The debates over objectivity in the social sciences have a long history; there have been contributions by philosophers and social theorists from a variety of viewpoints, including empiricism, phenomenology, pragmatism, and Marxism. Objectivity in Social Science combats the widespread opinion that objective inquiry is impossible in the social sciences by drawing together and exhibiting the weaknesses of arguments, taken from positions in the philosophies of science, social science, language, and perception, in favour of anti-objectivism, arguments which have recurred in one form or another throughout the course of these debates.
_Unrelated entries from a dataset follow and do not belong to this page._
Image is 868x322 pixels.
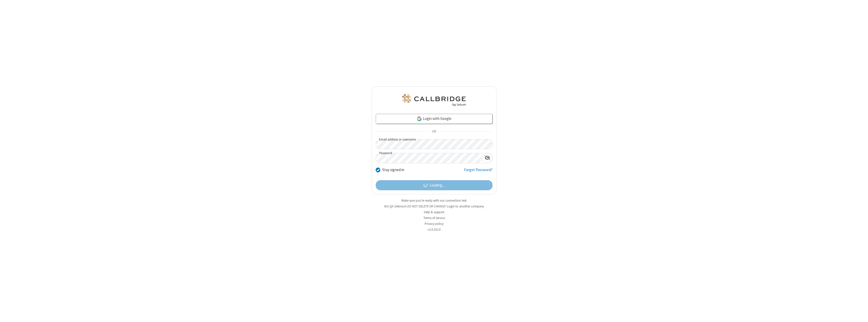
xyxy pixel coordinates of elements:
[376,180,492,190] button: Loading...
[372,204,497,209] li: Not QA Selenium DO NOT DELETE OR CHANGE?
[376,139,492,149] input: Email address or username
[425,221,444,226] a: Privacy policy
[401,198,467,203] a: Make sure you're ready with our connection test
[401,94,467,106] img: QA Selenium DO NOT DELETE OR CHANGE
[376,153,483,163] input: Password
[483,153,492,162] div: Show password
[376,114,492,124] a: Login with Google
[464,167,492,176] a: Forgot Password?
[417,116,422,122] img: google-icon.png
[430,183,444,188] span: Loading...
[430,128,438,135] span: OR
[382,167,404,173] label: Stay signed in
[424,216,445,220] a: Terms of service
[447,204,484,209] button: Login to another company
[424,210,444,214] a: Help & support
[372,227,497,232] li: v2.6.352.6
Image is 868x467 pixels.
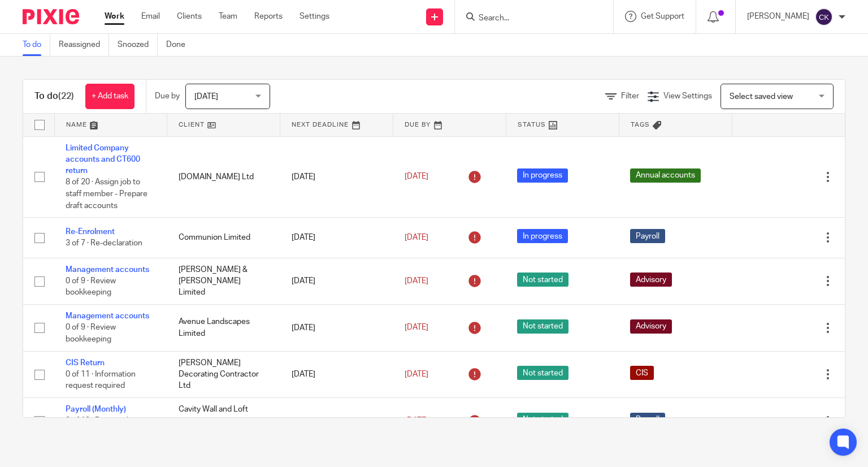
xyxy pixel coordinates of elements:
span: Tags [631,121,650,127]
a: Reassigned [58,34,109,56]
span: [DATE] [405,370,428,378]
td: [DATE] [280,398,393,444]
span: 0 of 13 · Received information from client [65,417,147,437]
p: [PERSON_NAME] [747,10,809,22]
a: CIS Return [65,359,105,367]
span: [DATE] [195,93,218,100]
span: Select saved view [729,93,793,100]
td: [DATE] [280,258,393,304]
td: [DATE] [280,305,393,351]
span: Payroll [630,413,665,427]
span: CIS [630,366,653,380]
span: (22) [58,92,74,100]
a: Limited Company accounts and CT600 return [65,144,140,175]
span: In progress [517,168,568,182]
span: [DATE] [405,233,428,242]
a: Clients [177,10,202,22]
img: Pixie [23,9,79,24]
td: [DOMAIN_NAME] Ltd [167,136,280,217]
span: [DATE] [405,324,428,332]
h1: To do [35,91,74,102]
td: [DATE] [280,351,393,397]
span: 8 of 20 · Assign job to staff member - Prepare draft accounts [65,179,147,209]
span: View Settings [663,93,712,100]
span: 3 of 7 · Re-declaration [65,240,142,248]
a: Team [219,10,237,22]
td: [PERSON_NAME] & [PERSON_NAME] Limited [167,258,280,304]
td: Avenue Landscapes Limited [167,305,280,351]
span: 0 of 9 · Review bookkeeping [65,324,116,344]
a: Payroll (Monthly) [65,405,126,413]
span: Advisory [630,319,672,333]
td: Cavity Wall and Loft Clearance Solutions Limited [167,398,280,444]
img: svg%3E [815,8,833,26]
input: Search [477,14,579,24]
a: Done [166,34,194,56]
a: Work [105,10,124,22]
span: [DATE] [405,417,428,425]
a: Settings [299,10,330,22]
td: Communion Limited [167,217,280,258]
td: [PERSON_NAME] Decorating Contractor Ltd [167,351,280,397]
span: [DATE] [405,173,428,181]
span: Payroll [630,229,665,243]
a: + Add task [85,84,134,109]
span: Not started [517,272,568,286]
a: Email [141,10,160,22]
a: Reports [254,10,283,22]
td: [DATE] [280,136,393,217]
a: Re-Enrolment [65,228,114,236]
span: Annual accounts [630,168,701,182]
span: 0 of 9 · Review bookkeeping [65,277,116,297]
a: Snoozed [118,34,158,56]
span: Advisory [630,272,672,286]
p: Due by [154,91,180,102]
span: Get Support [640,12,684,20]
a: Management accounts [65,265,149,273]
td: [DATE] [280,217,393,258]
span: 0 of 11 · Information request required [65,370,135,390]
span: Filter [621,93,639,100]
a: To do [23,34,51,56]
span: [DATE] [405,277,428,285]
span: Not started [517,366,568,380]
span: Not started [517,319,568,333]
span: Not started [517,413,568,427]
a: Management accounts [65,312,149,320]
span: In progress [517,229,568,243]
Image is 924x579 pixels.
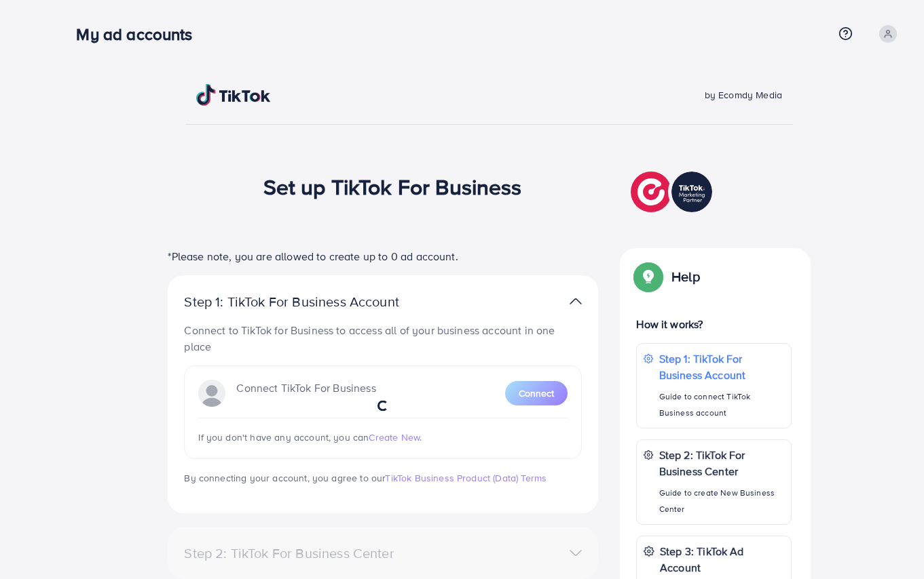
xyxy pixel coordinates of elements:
p: Help [671,268,699,285]
p: Guide to connect TikTok Business account [659,388,784,421]
p: Step 1: TikTok For Business Account [659,351,784,383]
img: TikTok partner [631,169,716,215]
img: Popup guide [636,265,661,289]
p: Step 2: TikTok For Business Center [659,447,784,480]
p: Step 3: TikTok Ad Account [660,543,784,576]
img: TikTok partner [569,291,582,311]
p: Step 1: TikTok For Business Account [184,294,442,310]
h3: My ad accounts [76,25,203,44]
p: *Please note, you are allowed to create up to 0 ad account. [168,248,598,265]
p: How it works? [636,316,791,333]
img: TikTok [196,84,270,106]
h1: Set up TikTok For Business [263,174,522,200]
p: Guide to create New Business Center [659,485,784,518]
span: by Ecomdy Media [705,88,782,102]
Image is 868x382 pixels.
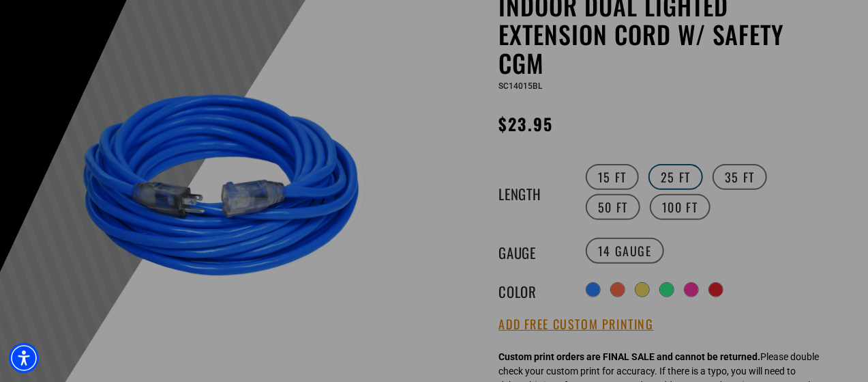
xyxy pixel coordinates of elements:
[585,237,664,263] label: 14 Gauge
[712,164,767,190] label: 35 FT
[499,111,553,136] span: $23.95
[585,164,639,190] label: 15 FT
[499,350,761,362] strong: Custom print orders are FINAL SALE and cannot be returned.
[66,26,395,355] img: blue
[650,194,711,220] label: 100 FT
[499,183,568,200] legend: Length
[585,194,640,220] label: 50 FT
[499,281,568,299] legend: Color
[499,317,654,332] button: Add Free Custom Printing
[648,164,703,190] label: 25 FT
[499,242,568,260] legend: Gauge
[9,343,39,373] div: Accessibility Menu
[499,82,543,91] span: SC14015BL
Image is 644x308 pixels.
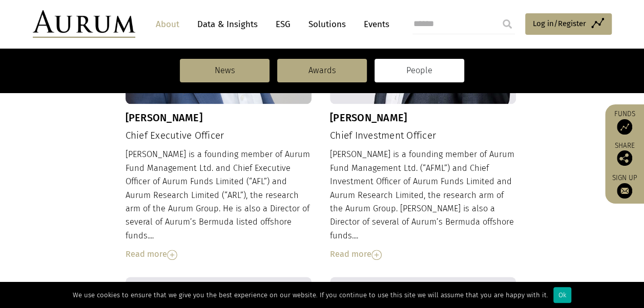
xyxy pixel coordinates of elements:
span: Log in/Register [533,17,586,29]
div: [PERSON_NAME] is a founding member of Aurum Fund Management Ltd. (“AFML”) and Chief Investment Of... [330,148,516,261]
input: Submit [497,14,518,34]
a: ESG [271,15,296,34]
div: [PERSON_NAME] is a founding member of Aurum Fund Management Ltd. and Chief Executive Officer of A... [126,148,312,261]
a: Funds [610,110,639,134]
div: Read more [126,248,312,261]
a: Events [358,15,389,34]
h3: [PERSON_NAME] [330,112,516,124]
img: Read More [371,250,382,260]
a: Awards [277,59,367,82]
img: Aurum [33,10,135,38]
a: Sign up [610,174,639,199]
h4: Chief Investment Officer [330,130,516,142]
img: Share this post [617,150,632,166]
a: Log in/Register [525,13,612,35]
div: Ok [553,287,571,303]
img: Access Funds [617,119,632,134]
a: News [180,59,270,82]
img: Sign up to our newsletter [617,183,632,199]
img: Read More [167,250,177,260]
a: Solutions [303,15,351,34]
div: Share [610,142,639,166]
a: People [375,59,464,82]
a: About [150,15,185,34]
div: Read more [330,248,516,261]
a: Data & Insights [192,15,263,34]
h3: [PERSON_NAME] [126,112,312,124]
h4: Chief Executive Officer [126,130,312,142]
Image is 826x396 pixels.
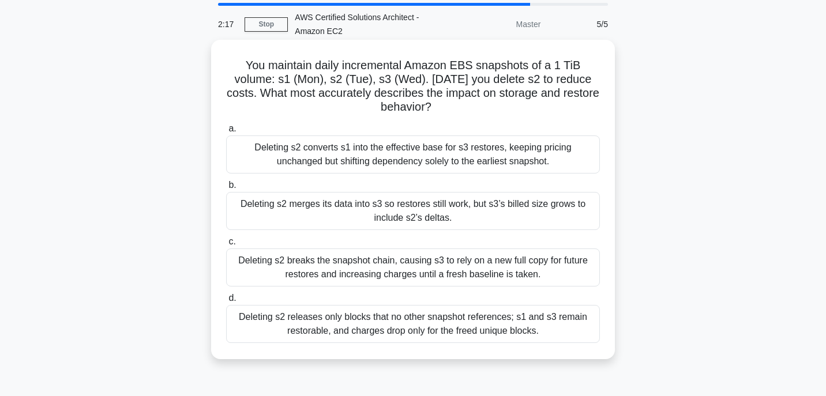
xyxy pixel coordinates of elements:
div: Deleting s2 merges its data into s3 so restores still work, but s3’s billed size grows to include... [226,192,600,230]
div: Master [446,13,547,36]
div: Deleting s2 converts s1 into the effective base for s3 restores, keeping pricing unchanged but sh... [226,135,600,174]
h5: You maintain daily incremental Amazon EBS snapshots of a 1 TiB volume: s1 (Mon), s2 (Tue), s3 (We... [225,58,601,115]
span: d. [228,293,236,303]
div: Deleting s2 breaks the snapshot chain, causing s3 to rely on a new full copy for future restores ... [226,248,600,287]
div: Deleting s2 releases only blocks that no other snapshot references; s1 and s3 remain restorable, ... [226,305,600,343]
span: a. [228,123,236,133]
div: 2:17 [211,13,244,36]
span: c. [228,236,235,246]
a: Stop [244,17,288,32]
div: 5/5 [547,13,615,36]
span: b. [228,180,236,190]
div: AWS Certified Solutions Architect - Amazon EC2 [288,6,446,43]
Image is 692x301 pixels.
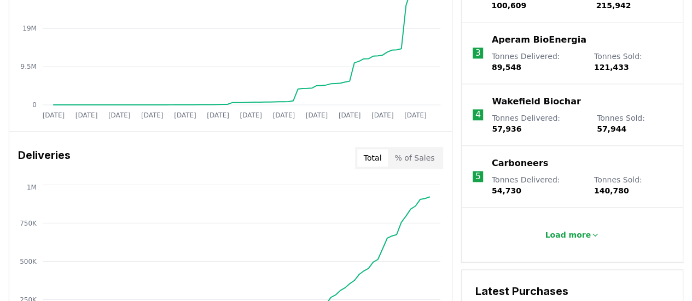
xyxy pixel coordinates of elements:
p: Tonnes Sold : [597,113,672,135]
tspan: [DATE] [273,111,295,119]
a: Wakefield Biochar [492,95,580,108]
tspan: [DATE] [43,111,65,119]
button: Total [357,149,388,167]
tspan: 9.5M [21,63,37,71]
tspan: [DATE] [240,111,263,119]
tspan: [DATE] [75,111,98,119]
p: 4 [475,108,481,121]
p: Tonnes Sold : [594,174,672,196]
span: 215,942 [596,1,631,10]
tspan: [DATE] [306,111,328,119]
tspan: 0 [32,101,37,109]
tspan: [DATE] [108,111,131,119]
button: Load more [536,224,608,246]
span: 100,609 [491,1,526,10]
span: 121,433 [594,63,629,72]
tspan: [DATE] [371,111,394,119]
p: Tonnes Delivered : [492,113,586,135]
tspan: 500K [20,258,37,265]
p: 5 [475,170,480,183]
p: Load more [545,230,591,241]
h3: Deliveries [18,147,71,169]
p: Tonnes Sold : [594,51,672,73]
h3: Latest Purchases [475,283,670,300]
a: Aperam BioEnergia [492,33,586,46]
tspan: [DATE] [174,111,196,119]
a: Carboneers [492,157,548,170]
span: 57,944 [597,125,626,133]
tspan: 750K [20,219,37,227]
tspan: 19M [22,25,37,32]
tspan: [DATE] [141,111,164,119]
span: 140,780 [594,187,629,195]
span: 54,730 [492,187,521,195]
tspan: [DATE] [339,111,361,119]
button: % of Sales [388,149,441,167]
span: 89,548 [492,63,521,72]
p: Tonnes Delivered : [492,51,583,73]
tspan: [DATE] [207,111,229,119]
tspan: 1M [27,183,37,191]
p: Tonnes Delivered : [492,174,583,196]
tspan: [DATE] [404,111,427,119]
span: 57,936 [492,125,521,133]
p: 3 [475,46,480,60]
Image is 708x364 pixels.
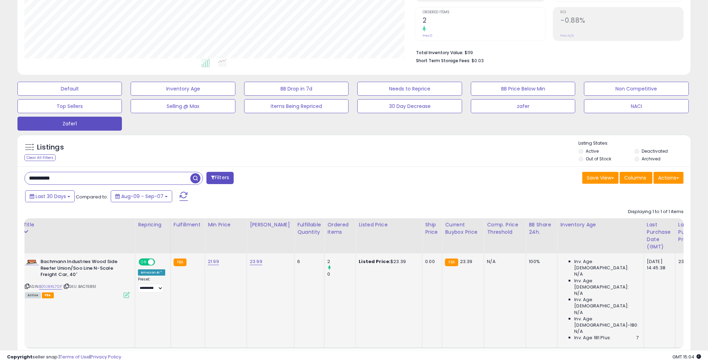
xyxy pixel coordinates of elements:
a: Privacy Policy [90,354,121,360]
b: Total Inventory Value: [416,50,464,56]
strong: Copyright [7,354,32,360]
span: Columns [624,174,646,181]
span: Inv. Age [DEMOGRAPHIC_DATA]: [574,259,638,271]
div: 0 [327,271,356,277]
div: Min Price [208,221,244,228]
div: Displaying 1 to 1 of 1 items [628,209,684,215]
h5: Listings [37,143,64,152]
button: Default [17,82,122,96]
span: All listings currently available for purchase on Amazon [25,292,41,298]
button: Aug-09 - Sep-07 [111,190,172,202]
label: Deactivated [642,148,668,154]
li: $119 [416,48,678,56]
div: 2 [327,259,356,265]
button: Non Competitive [584,82,689,96]
div: Title [23,221,132,228]
a: 21.99 [208,258,219,265]
button: Filters [206,172,234,184]
b: Listed Price: [359,258,391,265]
b: Short Term Storage Fees: [416,58,471,64]
button: Actions [654,172,684,184]
div: Preset: [138,277,165,293]
label: Archived [642,156,661,162]
button: Last 30 Days [25,190,75,202]
div: Repricing [138,221,168,228]
span: Inv. Age [DEMOGRAPHIC_DATA]: [574,297,638,309]
div: Ship Price [425,221,439,236]
span: N/A [574,310,583,316]
div: Ordered Items [327,221,353,236]
span: Ordered Items [423,10,545,14]
div: 0.00 [425,259,437,265]
span: Last 30 Days [36,193,66,200]
small: FBA [174,259,187,266]
button: Selling @ Max [131,99,235,113]
span: Compared to: [76,194,108,200]
div: [DATE] 14:45:38 [647,259,670,271]
a: 23.99 [250,258,262,265]
div: Fulfillable Quantity [297,221,321,236]
span: ON [139,259,148,265]
div: Comp. Price Threshold [487,221,523,236]
div: Clear All Filters [24,154,56,161]
b: Bachmann Industries Wood Side Reefer Union/Soo Line N-Scale Freight Car, 40' [41,259,125,280]
button: Top Sellers [17,99,122,113]
span: 2025-10-9 15:04 GMT [672,354,701,360]
p: Listing States: [579,140,691,147]
button: Inventory Age [131,82,235,96]
div: Amazon AI * [138,269,165,276]
button: 30 Day Decrease [357,99,462,113]
div: BB Share 24h. [529,221,554,236]
a: Terms of Use [60,354,89,360]
label: Active [586,148,599,154]
button: Zafer1 [17,117,122,131]
label: Out of Stock [586,156,612,162]
button: BB Price Below Min [471,82,575,96]
small: Prev: 0 [423,34,432,38]
span: Inv. Age 181 Plus: [574,335,611,341]
button: zafer [471,99,575,113]
span: FBA [42,292,54,298]
img: 41AHMMtW7qL._SL40_.jpg [25,259,39,265]
span: $0.03 [472,57,484,64]
div: N/A [487,259,520,265]
div: Fulfillment [174,221,202,228]
div: Last Purchase Price [678,221,704,243]
button: Needs to Reprice [357,82,462,96]
button: Items Being Repriced [244,99,349,113]
span: 7 [636,335,639,341]
div: Current Buybox Price [445,221,481,236]
a: B01LWKL70F [39,284,62,290]
div: $23.39 [359,259,417,265]
div: [PERSON_NAME] [250,221,291,228]
small: FBA [445,259,458,266]
span: OFF [154,259,165,265]
span: ROI [561,10,683,14]
h2: 2 [423,16,545,26]
small: Prev: N/A [561,34,574,38]
span: Inv. Age [DEMOGRAPHIC_DATA]-180: [574,316,638,328]
span: N/A [574,271,583,277]
span: Aug-09 - Sep-07 [121,193,163,200]
button: BB Drop in 7d [244,82,349,96]
h2: -0.88% [561,16,683,26]
span: 23.39 [460,258,473,265]
button: NACI [584,99,689,113]
div: Listed Price [359,221,419,228]
span: Inv. Age [DEMOGRAPHIC_DATA]: [574,278,638,290]
div: 23.39 [678,259,701,265]
button: Columns [620,172,653,184]
span: N/A [574,328,583,335]
div: ASIN: [25,259,130,297]
div: seller snap | | [7,354,121,361]
div: 6 [297,259,319,265]
button: Save View [582,172,619,184]
div: 100% [529,259,552,265]
div: Last Purchase Date (GMT) [647,221,672,250]
span: N/A [574,290,583,297]
div: Inventory Age [560,221,641,228]
span: | SKU: BAC19851 [63,284,96,289]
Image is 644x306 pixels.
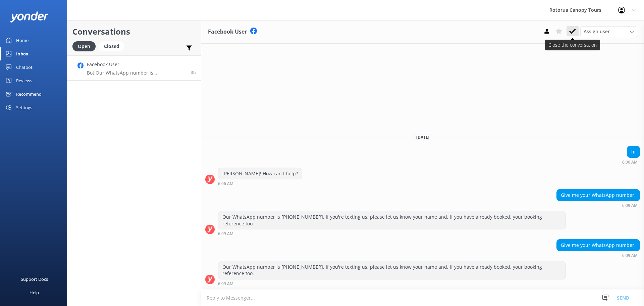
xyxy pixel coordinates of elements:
strong: 6:06 AM [218,182,233,186]
div: Our WhatsApp number is [PHONE_NUMBER]. If you're texting us, please let us know your name and, if... [218,261,565,279]
p: Bot: Our WhatsApp number is [PHONE_NUMBER]. If you're texting us, please let us know your name an... [87,70,186,76]
div: Help [30,286,39,299]
div: [PERSON_NAME]! How can I help? [218,168,302,179]
div: hi [627,146,640,157]
h2: Conversations [72,25,196,38]
div: Recommend [16,88,42,101]
div: Reviews [16,74,32,88]
span: [DATE] [412,134,434,140]
div: Chatbot [16,60,33,74]
div: Settings [16,101,32,114]
strong: 6:09 AM [622,203,638,207]
div: Home [16,33,29,47]
div: Sep 11 2025 06:09am (UTC +12:00) Pacific/Auckland [557,203,640,207]
div: Give me your WhatsApp number. [557,239,640,251]
a: Closed [99,42,128,50]
h3: Facebook User [208,28,247,36]
strong: 6:09 AM [218,282,233,286]
strong: 6:06 AM [622,160,638,164]
a: Facebook UserBot:Our WhatsApp number is [PHONE_NUMBER]. If you're texting us, please let us know ... [68,55,201,81]
span: Assign user [584,28,610,35]
strong: 6:09 AM [622,253,638,258]
div: Inbox [16,47,29,60]
img: yonder-white-logo.png [10,11,48,22]
div: Sep 11 2025 06:09am (UTC +12:00) Pacific/Auckland [218,231,566,236]
div: Give me your WhatsApp number. [557,189,640,201]
div: Closed [99,41,124,52]
div: Sep 11 2025 06:06am (UTC +12:00) Pacific/Auckland [218,181,302,186]
a: Open [72,42,99,50]
div: Sep 11 2025 06:09am (UTC +12:00) Pacific/Auckland [557,253,640,258]
div: Support Docs [21,273,48,286]
div: Open [72,41,96,52]
h4: Facebook User [87,61,186,68]
strong: 6:09 AM [218,232,233,236]
div: Our WhatsApp number is [PHONE_NUMBER]. If you're texting us, please let us know your name and, if... [218,211,565,229]
div: Sep 11 2025 06:09am (UTC +12:00) Pacific/Auckland [218,281,566,286]
span: Sep 11 2025 06:09am (UTC +12:00) Pacific/Auckland [191,69,196,75]
div: Assign User [580,26,637,37]
div: Sep 11 2025 06:06am (UTC +12:00) Pacific/Auckland [622,160,640,164]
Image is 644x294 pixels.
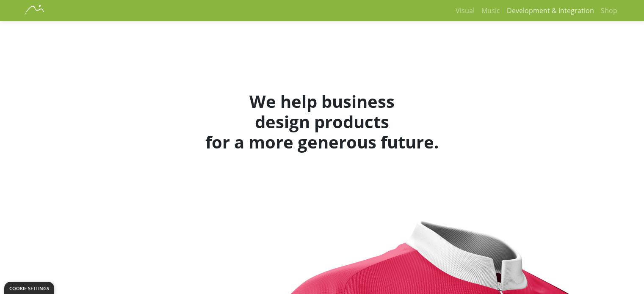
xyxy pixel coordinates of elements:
[205,90,439,154] strong: We help business design products for a more generous future.
[598,2,621,19] a: Shop
[452,2,478,19] a: Visual
[503,2,598,19] a: Development & Integration
[10,286,49,290] div: Cookie settings
[478,2,503,19] a: Music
As the author puts it, 'What I have attempted to offer is at the least a convenient map for finding one's way about in the tangle of issues surrounding the question of objectivity in social science and at the most a set of arguments sufficient to convince the perplexed, and presently wrong-headed, of the (objective) falsity of social-scientific anti-objectivism.' In the course of the book arguments advanced by such influential figures as Thomas Kuhn, Benjamin Lee Whorf, Karl Mannheim, N.R. Hanson, Peter Winch, Michael Polanyi, P.K. Feyerabend, and Jürgen Habermas, among others, are critically examined, as are attempts of pragmatists, phenomenologists, and others to construct alternatives to the objectivist interpretation of conflict and progress in the development of social-scientific knowledge.


Product Details

ISBN-13: 9781442639638
Publisher: University of Toronto Press
Publication date: 12/15/1973
Series: Heritage
Pages: 166
Product dimensions: 6.00(w) x 9.00(h) x 0.38(d)

About the Author

Frank Cunningham is a professor emeritus of Philosophy and Political Science at the University of Toronto.